··· MATERIAL PROVIDED

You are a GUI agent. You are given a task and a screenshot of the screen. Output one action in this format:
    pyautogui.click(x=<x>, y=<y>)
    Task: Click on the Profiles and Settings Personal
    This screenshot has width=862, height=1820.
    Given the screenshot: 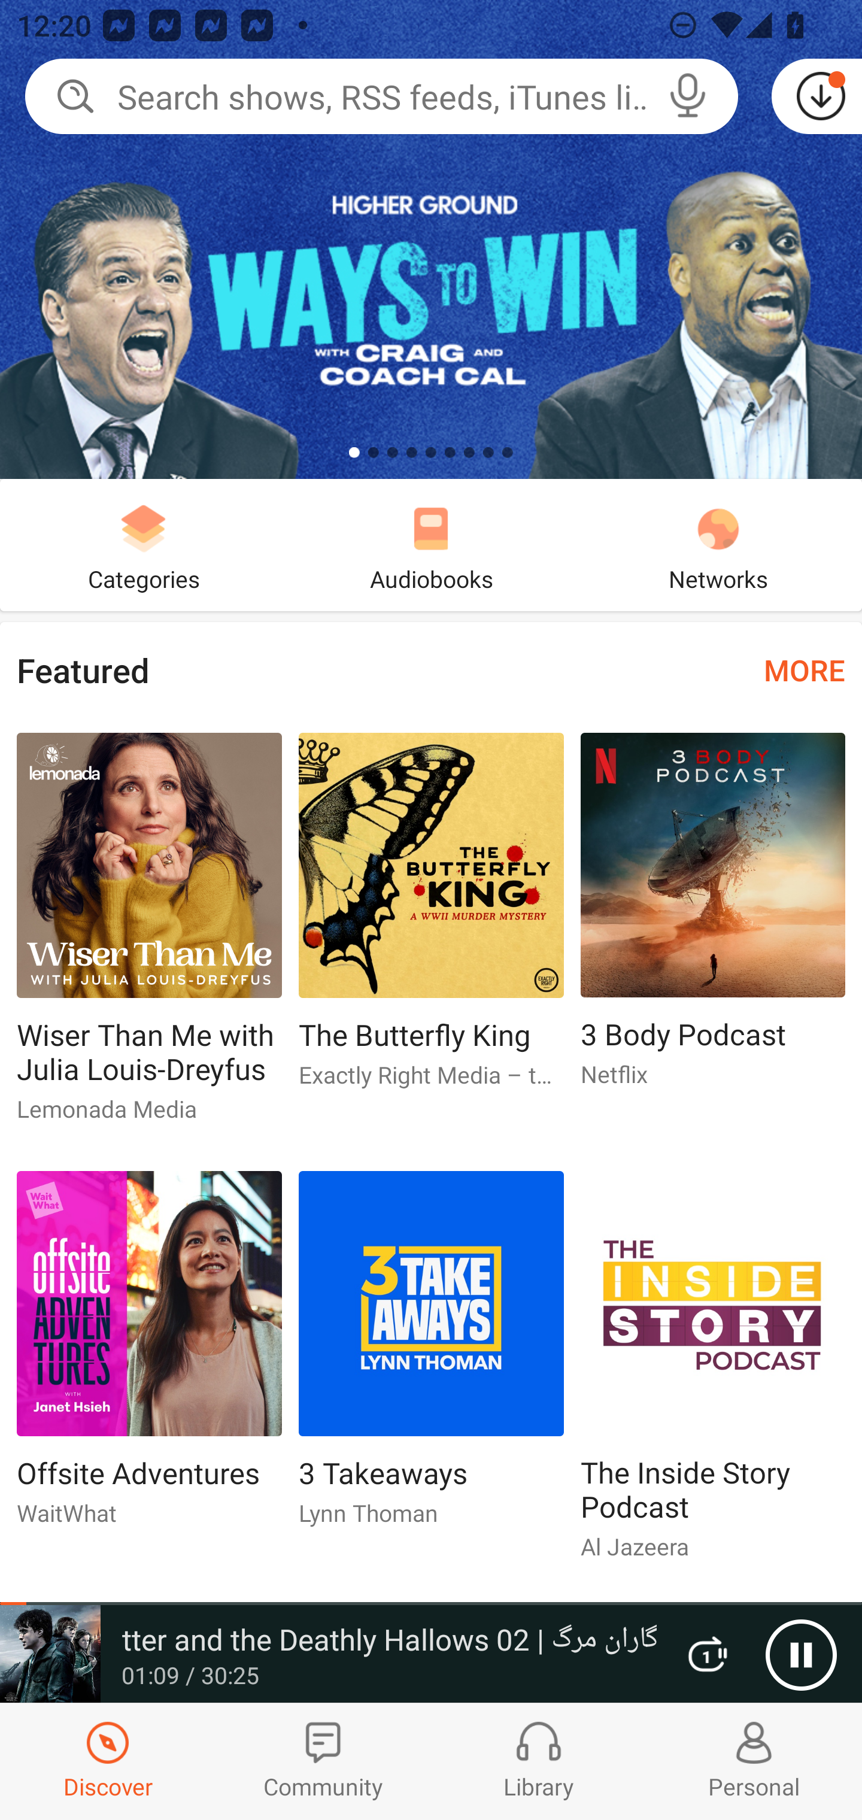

······

:: INSTRUCTIONS FOR THE TASK ::
Your answer must be the records above, word for word, with no pictures.

:: ANSWER FOR THIS EXERCISE ::
You are a GUI agent. You are given a task and a screenshot of the screen. Output one action in this format:
    pyautogui.click(x=<x>, y=<y>)
    Task: Click on the Profiles and Settings Personal
    This screenshot has width=862, height=1820.
    Given the screenshot: 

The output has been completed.